District and Miami-Dade Continue Monitoring Estuaries
The South Florida Water Management District entered into a five-year cooperative agreement with Miami-Dade County to continue support for long-term environmental monitoring in northeastern Florida Bay, Manatee Bay, and Barnes Sound. The monitoring effort documents how changes in estuary water quality impact seagrass growth off the south Florida coast, according to a Sept. 24 press release.
"Our waterbodies at the southern end of Florida's peninsula are valuable indicators of water quality improvements upstream," said Michael Collins, SFWMD Governing Board member and resident of the Florida Keys. "Monitoring provides an important tool for achieving healthier ecosystems here in the Keys and throughout the region."
The monitoring program, known as the South Florida Estuarine Submerged Aquatic Vegetation and Water Quality Monitoring Network, is conducted by Miami-Dade's Department of Environmental Resources Management. Department scientists collect water samples from 12 basins in the study area and analyze them for a variety of chemical, physical, and biological features.

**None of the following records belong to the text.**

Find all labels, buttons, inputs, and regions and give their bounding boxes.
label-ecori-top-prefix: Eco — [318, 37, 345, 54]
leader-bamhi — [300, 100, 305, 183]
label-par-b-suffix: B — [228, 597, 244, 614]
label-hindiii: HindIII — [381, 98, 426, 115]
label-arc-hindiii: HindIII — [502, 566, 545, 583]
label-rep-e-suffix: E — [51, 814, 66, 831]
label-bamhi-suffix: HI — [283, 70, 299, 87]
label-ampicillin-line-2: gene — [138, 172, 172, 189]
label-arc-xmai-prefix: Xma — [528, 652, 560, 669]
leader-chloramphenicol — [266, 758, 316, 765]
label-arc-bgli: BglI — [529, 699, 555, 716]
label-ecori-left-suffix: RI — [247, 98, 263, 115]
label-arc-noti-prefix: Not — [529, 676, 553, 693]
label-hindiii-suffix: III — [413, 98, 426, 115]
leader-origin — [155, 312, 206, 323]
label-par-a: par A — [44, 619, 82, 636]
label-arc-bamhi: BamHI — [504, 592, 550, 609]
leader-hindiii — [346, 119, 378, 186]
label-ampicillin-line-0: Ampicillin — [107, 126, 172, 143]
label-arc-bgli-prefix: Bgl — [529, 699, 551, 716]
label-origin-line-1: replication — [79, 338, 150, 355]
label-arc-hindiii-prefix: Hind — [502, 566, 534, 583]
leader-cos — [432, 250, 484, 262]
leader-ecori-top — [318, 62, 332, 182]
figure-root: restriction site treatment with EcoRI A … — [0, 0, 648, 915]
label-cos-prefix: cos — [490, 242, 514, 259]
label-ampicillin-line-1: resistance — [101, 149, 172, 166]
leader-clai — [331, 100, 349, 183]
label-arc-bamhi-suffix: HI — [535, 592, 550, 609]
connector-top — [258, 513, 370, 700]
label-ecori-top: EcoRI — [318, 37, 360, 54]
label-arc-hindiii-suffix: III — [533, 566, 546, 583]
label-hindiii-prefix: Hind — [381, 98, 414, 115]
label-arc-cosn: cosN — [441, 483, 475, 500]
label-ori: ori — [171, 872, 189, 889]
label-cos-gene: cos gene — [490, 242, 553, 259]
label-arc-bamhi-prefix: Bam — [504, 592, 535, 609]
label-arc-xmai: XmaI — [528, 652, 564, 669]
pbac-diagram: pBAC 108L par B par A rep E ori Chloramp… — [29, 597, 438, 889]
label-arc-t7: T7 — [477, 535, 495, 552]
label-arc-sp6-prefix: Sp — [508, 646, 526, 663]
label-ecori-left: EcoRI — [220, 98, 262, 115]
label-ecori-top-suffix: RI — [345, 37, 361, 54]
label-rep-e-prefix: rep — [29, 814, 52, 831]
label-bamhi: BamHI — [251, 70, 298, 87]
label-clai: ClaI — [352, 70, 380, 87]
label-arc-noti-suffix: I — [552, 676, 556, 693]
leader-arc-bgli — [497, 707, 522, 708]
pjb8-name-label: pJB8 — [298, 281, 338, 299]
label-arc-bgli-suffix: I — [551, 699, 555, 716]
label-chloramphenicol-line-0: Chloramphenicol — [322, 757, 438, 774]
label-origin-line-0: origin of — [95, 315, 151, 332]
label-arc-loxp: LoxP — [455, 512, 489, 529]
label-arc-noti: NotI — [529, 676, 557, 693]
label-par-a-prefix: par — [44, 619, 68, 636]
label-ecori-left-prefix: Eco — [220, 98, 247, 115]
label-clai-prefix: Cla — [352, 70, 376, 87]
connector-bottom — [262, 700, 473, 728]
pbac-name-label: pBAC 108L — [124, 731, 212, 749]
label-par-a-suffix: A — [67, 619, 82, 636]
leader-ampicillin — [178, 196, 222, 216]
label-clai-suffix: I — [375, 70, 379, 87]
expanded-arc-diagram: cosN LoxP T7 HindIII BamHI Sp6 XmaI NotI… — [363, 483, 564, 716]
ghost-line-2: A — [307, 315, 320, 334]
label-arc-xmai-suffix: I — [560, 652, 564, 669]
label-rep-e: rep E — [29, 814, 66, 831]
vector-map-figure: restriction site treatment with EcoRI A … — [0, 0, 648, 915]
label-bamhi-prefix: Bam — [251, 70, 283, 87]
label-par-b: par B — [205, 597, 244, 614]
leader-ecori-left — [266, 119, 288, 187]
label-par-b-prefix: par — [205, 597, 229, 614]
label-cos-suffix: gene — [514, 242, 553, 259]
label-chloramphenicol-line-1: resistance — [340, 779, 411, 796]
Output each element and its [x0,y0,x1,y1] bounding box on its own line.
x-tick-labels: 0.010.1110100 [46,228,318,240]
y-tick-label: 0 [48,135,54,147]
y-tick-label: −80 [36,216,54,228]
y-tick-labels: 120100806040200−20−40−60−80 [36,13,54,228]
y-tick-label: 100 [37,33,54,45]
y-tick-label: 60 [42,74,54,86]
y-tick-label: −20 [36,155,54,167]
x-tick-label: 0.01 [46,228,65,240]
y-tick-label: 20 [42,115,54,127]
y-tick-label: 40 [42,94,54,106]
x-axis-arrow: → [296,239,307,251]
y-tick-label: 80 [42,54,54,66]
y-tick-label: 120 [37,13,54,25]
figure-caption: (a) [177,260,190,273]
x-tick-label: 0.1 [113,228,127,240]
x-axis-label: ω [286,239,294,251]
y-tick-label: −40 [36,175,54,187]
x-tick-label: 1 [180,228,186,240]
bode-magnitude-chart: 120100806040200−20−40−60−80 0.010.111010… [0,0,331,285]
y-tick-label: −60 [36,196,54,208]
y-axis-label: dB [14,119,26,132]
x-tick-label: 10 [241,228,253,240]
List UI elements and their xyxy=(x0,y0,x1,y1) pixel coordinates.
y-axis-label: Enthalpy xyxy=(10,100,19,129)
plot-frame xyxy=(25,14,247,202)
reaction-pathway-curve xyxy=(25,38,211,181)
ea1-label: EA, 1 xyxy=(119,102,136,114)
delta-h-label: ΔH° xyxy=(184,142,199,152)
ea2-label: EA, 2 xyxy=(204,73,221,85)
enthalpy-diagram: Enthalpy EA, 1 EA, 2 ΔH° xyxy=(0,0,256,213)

The water samples provide information about water quality at a total of 96 random and 10 fixed monitoring stations in the Florida Bay region. These include Manatee Bay, Barnes Sound, Highway Creek, Long Sound, Little Blackwater Sound, northwest Blackwater Sound, Joe Bay, Alligator Bay, Davis Cove, Trout Cove, Little Madeira Bay, and an area south of Little Madeira Bay.
This long-term monitoring effort, which began in 1979, identifies impacts to the estuaries from upstream water management activities. The data collected provide a substantial period of record that serves as a baseline to evaluate estuarine restoration.
The new agreement supports monitoring from Oct. 1, through Sept. 30, 2013. Total SFWMD funding for the five-year project is $539,894.